I grew up watching my mom coil in pain from severe migraines. As I child, I really didn't understand why my mom needed to be in a dark room void of any sunlight and noise.
Whether stress, change of weather, or just life, I don't think my mom ever figured out why she suffered migraines, how to prevent them, but most importantly, how to stop them.
When I grew up, I had a headache or two. Usually when I was sick, mostly when I was stressed. But I didn't suffer a migraine until I started working in PR.
I will never forget that awful throbbing pain in my forehead accompanied with severe nausea and sensitivity to light, touch, smells, noise...anything really. For a few years I had to carry pre-migraine medication and medication to take at the onset of a migraine.
This situation lasted for a few years until I quit that job. Who knew? Work stress and commuting were both triggers for my migraines...and ever since leaving that job almost ten years ago, I've only suffered through a counted number of migraines, and never as severe as before.
It's because of this, that I am always hyper sensitive to people throwing around the word "migraine" to describe their every day aches and pains...especially when they claim they have a migraine on social media.
Let me tell you, if you haven't destroyed your laptop, phone or computer from throwing-up your last meal, you really don't have a migraine.
Then I got to thinking about other situations that are also labeled wrong, and how many times we over exaggerate to make a point or to possibly gain the sympathy of well-meaning folks. But other times, people that really know what it's like to "suffer" these situations, roll their eyes and generally feel belittled when folks downplay something as serious as...
Depression
How many times have you heard your best friend vent after a breakup sobbing about her "depression." Depression?!
Let that sink for a moment as someone that really knows what clinical depression is and manages life against all odds, watches a friend throw-around a breakup that has nothing to do with depression.
Yes she's sad, incredibly sad. Unable to work, even shower or possibly function - but is that depression? Not really. Depression is so much more than that. Stop using that term to describe anything that makes you "said."
But using "depression" or "migraine" to describe anything but, is just the tip of the iceberg. These are just two terms or the many that folks use interchangeably without regard of how it makes others feel.
Case in point, someone once called me "shady." Shady because she wasn't privy to my business. Shady because I had signed NDA's that didn't give me the open door policy to share things that were none of her business.
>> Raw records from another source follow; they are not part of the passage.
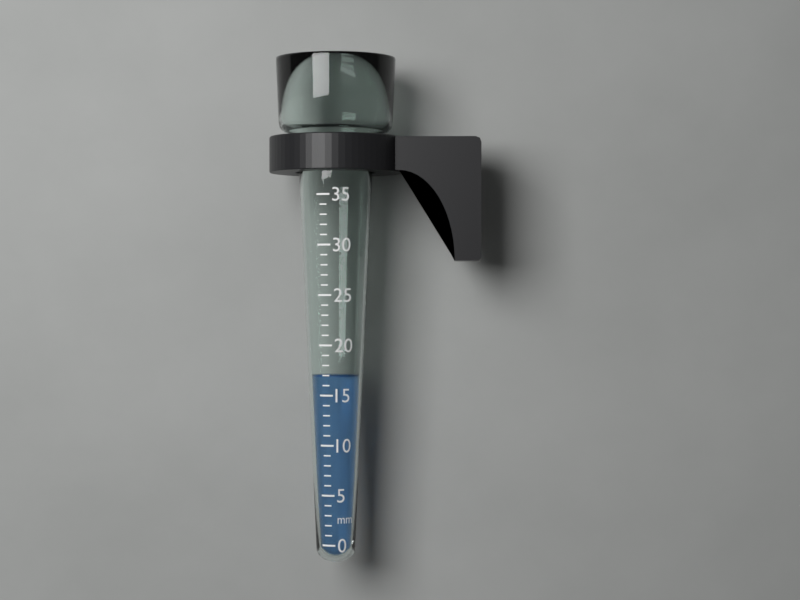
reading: 17 mm
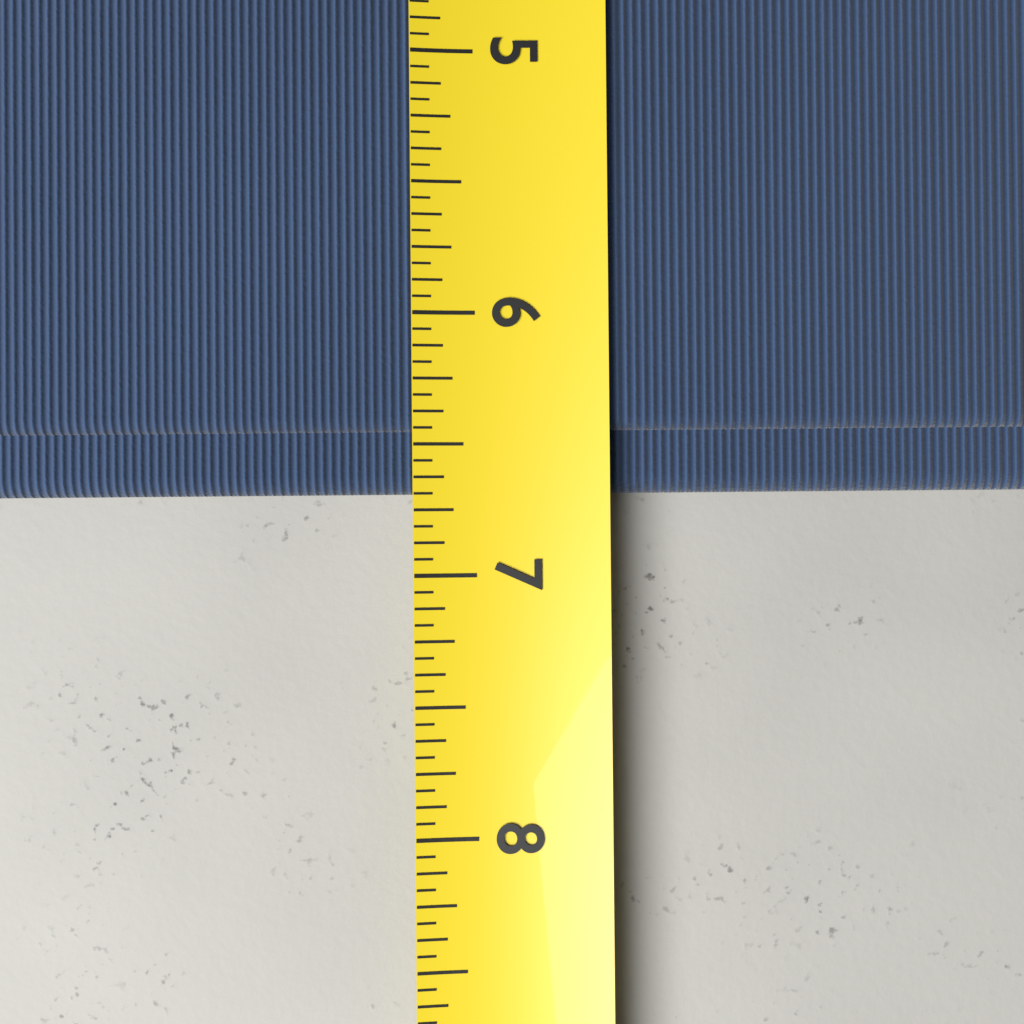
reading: 6.6875 (no unit)
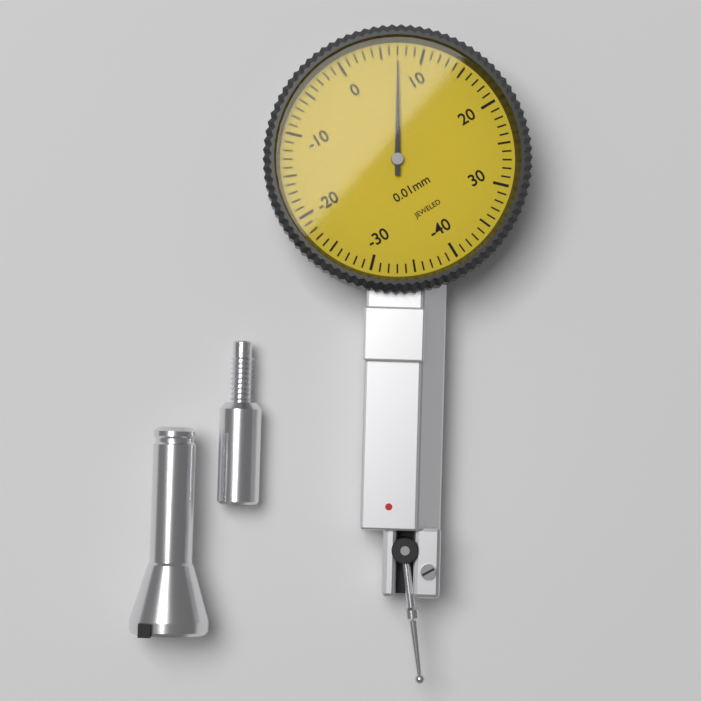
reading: 7 0.01mm
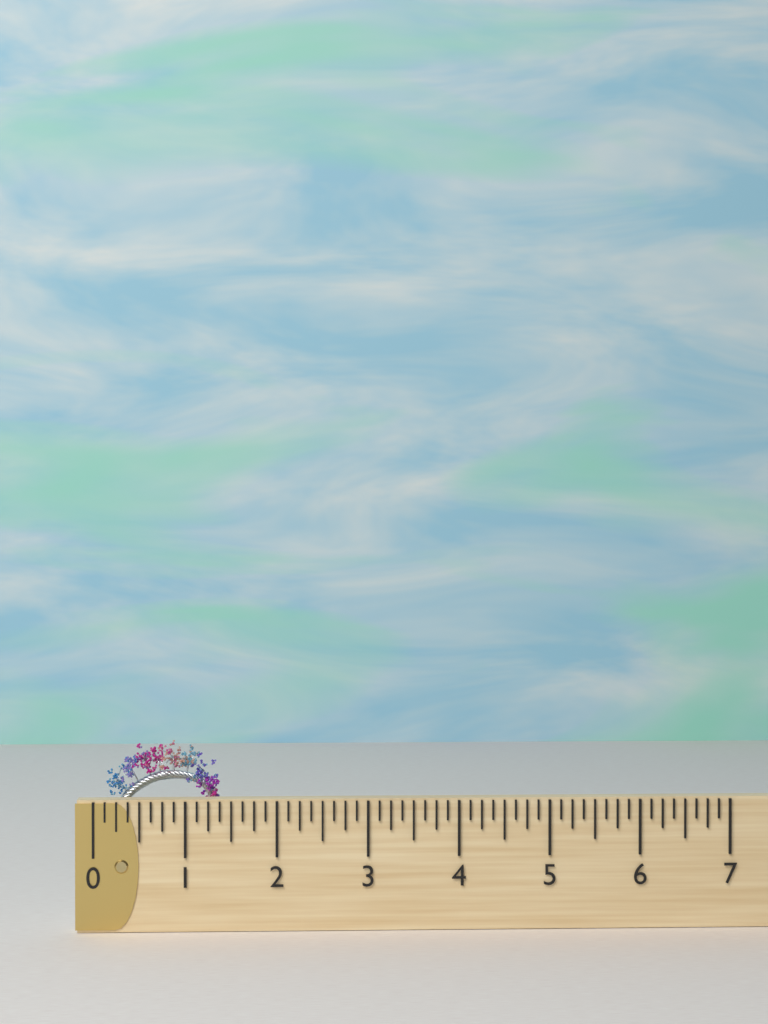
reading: 1.375 (no unit)
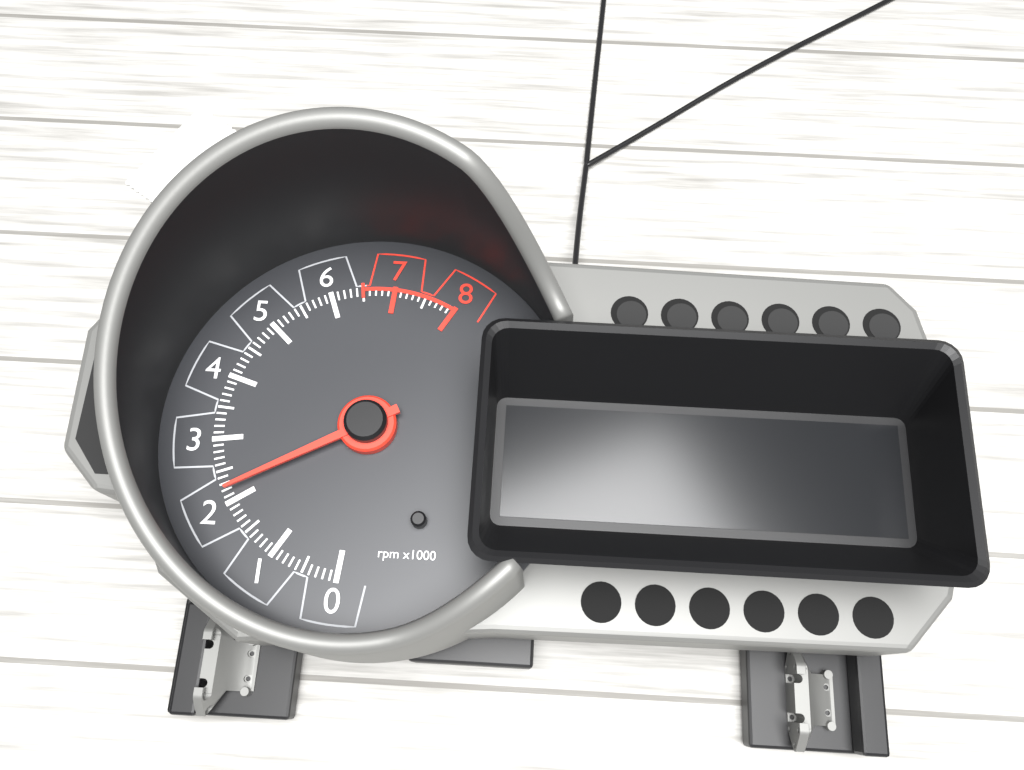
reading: 2200 rpm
Shady is a term that carries so much weight, when really someone is simply being professional and keeping certain aspects of her business (possibly even life) under wraps or confidential. Nothing wrong with that, but when adding "shady" to the mix, well, it mixes things up.
Another term that drives me batty is "negative." How many times have you heard someone being called negative for simply sharing a contrary or none-popular opinion? Countless. I'm sure.
Maybe you haven't noticed it, but the truth is, just because someone disagrees with a popular opinion doesn't immediately put them in a "negative" category. At least not in my book.
If that were the case, I am surrounded by negative folks. Reality is, I'm surrounded by people that have a larger perspective on life and the world around them. Sometimes we agree, sometimes we disagree, but I would never categorize them as negative when they simply don't agree with my view points.
Lastly, and this is something that I'm constantly put up against, is being called a "Bitch." As a woman, as a Latina, we have a million and one things we can do, but one thing we can't do, is have an opinion. Be strong. Be open. Be honest. Go against the grain.
The moment we do, own who we are, with all the comforts and liabilities of being "us" is, there will be a term that will be immediately be given to us, as a surname no less, to describe the absolute comfort we have when sleeping at night knowing we are living life on our terms.
Bitch.
Oh well, life could be harder - but instead, that is one term that although it drives me crazy, it also gives me great comfort: Those that call me bitch, are the same women that wish they could live life on their own terms - but can't.
Some call it hating, others call it jealously, I call these folks simple-minded and with an intense need to expand their lives.
Maybe they need to read and travel?
There you go! They need to read my blog more - send them on over.
Maybe then they will realize that having an opinion, and calling it as it is, even when called a Bitch, is not a bad thing after all.